SALVADOR DALÍ I DOMÈNECH (Figueras, Girona, 1904 - 1989).
"Nude Woman climbing the stairs", 1974.
Sculpture in 18kt yellow gold on a silver pedestal.
Exemplary A-234. Print run of 300 copies.
Signed, dated and justified.
Measures: 13,5 x 9 x 11 cm.
Certificate of authenticity enclosed.
We are in front of a sculpture made in 1974 by Salvador Dalí in which a nude woman climbing a staircase is represented, made in 18 carat yellow gold on a silver pedestal. The theme of "Naked Woman Climbing the Stairs" has been a recurring theme in the work of artists such as Miró, who produced a pencil and charcoal drawing on the same subject in March 1937. It could also be a tribute to Marcel Duchamp, who in 1912 produced a series of paintings on the model of "Nude Woman Descending a Staircase", this work is considered a modernist classic and has become one of the most famous of its time. When it was first shown at the Salon des Indépendants in Paris, it was rejected by the Cubists and caused a great stir during its exhibition at the 1913 Armory Show in New York. The work is now on permanent display in the collection of Luis and Walter Arensberg at the Philadelphia Museum of Art in Philadelphia.
Salvador Dalí, the quintessential Surrealist artist, depicts in this sculpture the image of a young woman climbing a staircase, which is a conch shell.
In his early years, Dalí discovered contemporary painting during a family visit to Cadaqués, where he met the family of Ramon Pichot, an artist who travelled regularly to Paris. Following Pichot's advice, Dalí began to study painting with Juan Núñez. In 1922, Dalí stayed at the famous Residencia de Estudiantes in Madrid to begin studying Fine Arts at the San Fernando Academy. However, before his final exams in 1926, he was expelled for claiming that there was no one there fit to examine him. That same year Dalí travelled to Paris for the first time. There he met Picasso, and established certain formal characteristics that were to become the hallmark of all his work from then on. During this period Dalí held regular exhibitions in both Barcelona and Paris, and joined the Surrealist group based in the Parisian district of Montparnasse. The painter landed in America in 1934, thanks to the art dealer Julian Levy. Following his first solo exhibition in New York his international reputation was definitively consolidated, and from then on he exhibited his work and gave lectures all over the world. Most of his production is housed in the Dalí Theatre-Museum in Figueras, followed by the collection of the Salvador Dalí Museum in St. Petersburg (Florida), the Reina Sofía in Madrid, the Salvador Dalí Gallery in Pacific Palisades (California), the Espace Dalí in Montmartre (Paris) and the Dalí Universe in London.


→ **WHAT THIS TASK INVOLVES**: Retype all of the data that follows, line for line.

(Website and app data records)
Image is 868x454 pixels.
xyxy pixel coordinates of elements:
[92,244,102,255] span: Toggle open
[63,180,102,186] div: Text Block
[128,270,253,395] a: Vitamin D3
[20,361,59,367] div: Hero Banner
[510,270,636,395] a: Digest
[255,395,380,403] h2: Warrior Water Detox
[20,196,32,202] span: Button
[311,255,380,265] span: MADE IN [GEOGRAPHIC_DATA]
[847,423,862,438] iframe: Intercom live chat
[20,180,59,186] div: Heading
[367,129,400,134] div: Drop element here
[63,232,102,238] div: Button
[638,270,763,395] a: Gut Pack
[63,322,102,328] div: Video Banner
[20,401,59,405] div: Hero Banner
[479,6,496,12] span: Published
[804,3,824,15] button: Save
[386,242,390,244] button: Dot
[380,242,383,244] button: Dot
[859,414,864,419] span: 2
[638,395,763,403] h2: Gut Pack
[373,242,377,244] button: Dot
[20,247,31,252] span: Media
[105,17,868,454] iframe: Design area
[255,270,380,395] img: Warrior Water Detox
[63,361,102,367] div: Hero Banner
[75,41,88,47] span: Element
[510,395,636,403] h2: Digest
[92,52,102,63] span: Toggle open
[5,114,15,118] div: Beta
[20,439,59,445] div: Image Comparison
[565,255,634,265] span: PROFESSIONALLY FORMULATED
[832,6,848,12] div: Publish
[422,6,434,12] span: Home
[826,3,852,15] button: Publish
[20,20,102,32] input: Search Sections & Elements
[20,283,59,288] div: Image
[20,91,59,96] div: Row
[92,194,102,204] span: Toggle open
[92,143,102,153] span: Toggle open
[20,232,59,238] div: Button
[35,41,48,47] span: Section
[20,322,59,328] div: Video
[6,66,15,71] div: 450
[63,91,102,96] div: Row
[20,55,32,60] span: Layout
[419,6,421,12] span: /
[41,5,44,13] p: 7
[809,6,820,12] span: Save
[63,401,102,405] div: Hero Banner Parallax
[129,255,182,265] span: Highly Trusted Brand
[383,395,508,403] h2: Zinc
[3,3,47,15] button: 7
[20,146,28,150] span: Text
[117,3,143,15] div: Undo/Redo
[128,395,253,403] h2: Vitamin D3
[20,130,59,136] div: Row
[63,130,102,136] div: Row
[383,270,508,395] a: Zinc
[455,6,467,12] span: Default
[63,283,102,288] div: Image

→ **ANSWER BOX**:
Image is 868x454 pixels.
xyxy pixel coordinates of elements:
[92,244,102,255] span: Toggle open
[63,180,102,186] div: Text Block
[128,270,253,395] a: Vitamin D3
[20,361,59,367] div: Hero Banner
[510,270,636,395] a: Digest
[255,395,380,403] h2: Warrior Water Detox
[20,196,32,202] span: Button
[311,255,380,265] span: MADE IN [GEOGRAPHIC_DATA]
[847,423,862,438] iframe: Intercom live chat
[20,180,59,186] div: Heading
[367,129,400,134] div: Drop element here
[63,232,102,238] div: Button
[638,270,763,395] a: Gut Pack
[63,322,102,328] div: Video Banner
[20,401,59,405] div: Hero Banner
[479,6,496,12] span: Published
[804,3,824,15] button: Save
[386,242,390,244] button: Dot
[380,242,383,244] button: Dot
[859,414,864,419] span: 2
[638,395,763,403] h2: Gut Pack
[373,242,377,244] button: Dot
[20,247,31,252] span: Media
[105,17,868,454] iframe: Design area
[255,270,380,395] img: Warrior Water Detox
[63,361,102,367] div: Hero Banner
[75,41,88,47] span: Element
[510,395,636,403] h2: Digest
[92,52,102,63] span: Toggle open
[5,114,15,118] div: Beta
[20,439,59,445] div: Image Comparison
[565,255,634,265] span: PROFESSIONALLY FORMULATED
[832,6,848,12] div: Publish
[422,6,434,12] span: Home
[826,3,852,15] button: Publish
[20,20,102,32] input: Search Sections & Elements
[20,283,59,288] div: Image
[20,91,59,96] div: Row
[92,194,102,204] span: Toggle open
[92,143,102,153] span: Toggle open
[20,232,59,238] div: Button
[35,41,48,47] span: Section
[20,322,59,328] div: Video
[6,66,15,71] div: 450
[63,91,102,96] div: Row
[20,55,32,60] span: Layout
[419,6,421,12] span: /
[41,5,44,13] p: 7
[809,6,820,12] span: Save
[63,401,102,405] div: Hero Banner Parallax
[129,255,182,265] span: Highly Trusted Brand
[383,395,508,403] h2: Zinc
[3,3,47,15] button: 7
[20,146,28,150] span: Text
[117,3,143,15] div: Undo/Redo
[128,395,253,403] h2: Vitamin D3
[20,130,59,136] div: Row
[63,130,102,136] div: Row
[383,270,508,395] a: Zinc
[455,6,467,12] span: Default
[63,283,102,288] div: Image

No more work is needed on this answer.